Ayn Rand stood against corporatism, subsidies, bailouts, protective tariffs, regulations intended to stifle competition, corporate welfare of any kind. She defended equal rights of women and every kind of minority. She called for the abolition of all "sodomy laws" which criminalized homosexuality and other consensual adult behavior. (How many other public figures were taking this stand in the '60s?) She opposed the Vietnam War, as a senseless waste of lives and resources. And yes, she was an outspoken opponent of the military draft, at a time when that position was associated chiefly with the sort of people no GOP politician would give the time of day.

Ayn Rand wrote:
Of all the statist violations of individual rights in a mixed economy, the military draft is the worst.

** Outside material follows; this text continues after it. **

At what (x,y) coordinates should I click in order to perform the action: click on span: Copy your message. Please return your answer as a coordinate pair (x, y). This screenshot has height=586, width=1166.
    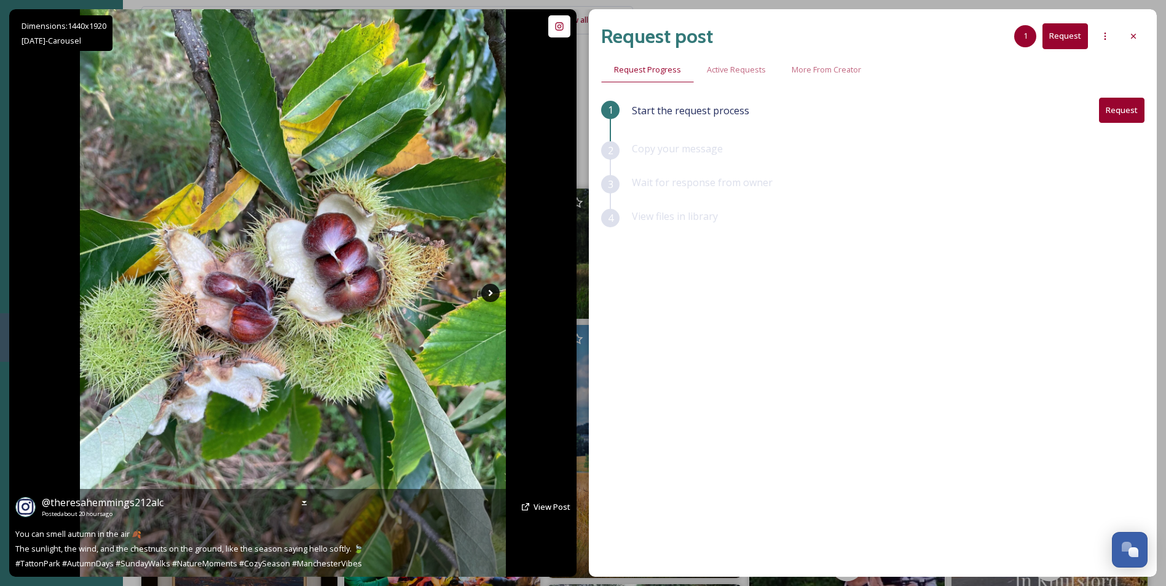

It is an abrogation of rights. It negates man’s fundamental right—the right to life—and establishes the fundamental principle of statism: that a man’s life belongs to the state, and the state may claim it by compelling him to sacrifice it in battle. Once that principle is accepted, the rest is only a matter of time.

If the state may force a man to risk death or hideous maiming and crippling, in a war declared at the state’s discretion, for a cause he may neither approve of nor even understand, if his consent is not required to send him into unspeakable martyrdom—then, in principle, all rights are negated in that state, and its government is not man’s protector any longer. What else is there left to protect?


None of these was a random opinion. They all follow logically from the Objectivist tenet that individual rights are the foundation of a civilized society.

No wonder you hate Ayn Rand so much that you feel compelled to snarl incoherent insults at the very mention of her name.


Okay, Nixon had ended the draft to court the youth vote. Happy? I'm still not going to give her minion credit.
As for Rand's support for ending sodomy laws and ending the Vietnam War - good for her. Shows you a stopped clock is right twice a day.